Israeli Prime Minister Benjamin Netanyahu on Tuesday pledged to formally annex settlement blocs on Jerusalem’s outskirts and build hundreds more housing units in the West Bank’s largest settlement, Israeli media has reported.
According to The Jerusalem Post, Netanyahu -- during a visit to Ma'ale Adumim, the largest settlement bloc in the Israeli-occupied West Bank -- reiterated his commitment to building 4,000 new Jewish-only housing units in occupied East Jerusalem.
“We will intensify the development Ma’ale Adumim,” he asserted. “We will build thousands of housing units, along with the necessary industrial areas, with a view to stepping up the area’s development.”
He further stated that his government would support a “Greater Jerusalem” bill that would allow the Jerusalem municipality to annex 19 major settlements, including Ma’ale Adumim, Gush Etzion and Givat Ze’ev.
“I support the ‘Greater Jerusalem’ bill, which will enable Jerusalem and its communities to develop in many different ways,” Netanyahu added.
If passed, the bill would add an estimated 125,000 new settlers to those already living outside Jerusalem’s municipal borders -- a move that would swing the city’s demographic balance in favor of its Jewish population.

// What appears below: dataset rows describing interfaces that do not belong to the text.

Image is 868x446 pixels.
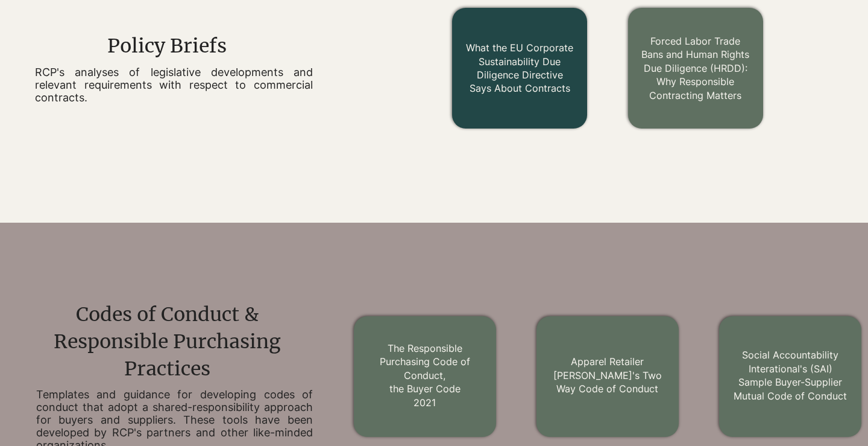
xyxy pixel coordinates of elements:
a: Social Accountability Interational's (SAI)Sample Buyer-Supplier Mutual Code of Conduct [734,349,847,401]
div: main content [35,33,313,103]
a: The Responsible Purchasing Code of Conduct,the Buyer Code2021 [380,342,470,408]
a: Apparel Retailer [PERSON_NAME]'s Two Way Code of Conduct [554,355,662,395]
span: Policy Briefs [107,34,227,58]
p: RCP's analyses of legislative developments and relevant requirements with respect to commercial c... [35,66,313,104]
a: What the EU Corporate Sustainability Due Diligence Directive Says About Contracts [466,42,573,94]
span: Codes of Conduct & Responsible Purchasing Practices [54,302,280,381]
a: Forced Labor Trade Bans and Human Rights Due Diligence (HRDD): Why Responsible Contracting Matters [641,35,749,101]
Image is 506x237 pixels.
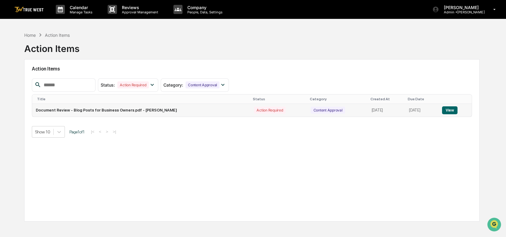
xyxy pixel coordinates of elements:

At the same time, roughly 100,000 Palestinians now living in Jerusalem neighborhoods -- but outside Israel’s West Bank separation wall -- would be administratively cut off from the city.
Israel occupied the West Bank, including East Jerusalem, during the 1967 Middle East War. It later annexed the city in 1980, claiming it as the Jewish state’s “eternal” capital in a move never recognized by the international community.
International law views the West Bank and East Jerusalem as “occupied territories” and considers all Jewish settlement-building there as illegal.
Palestinians, for their part, accuse Israel of waging an aggressive campaign to “Judaize” Jerusalem with the aim of effacing its historical Arab and Islamic identity and driving out its Palestinian inhabitants.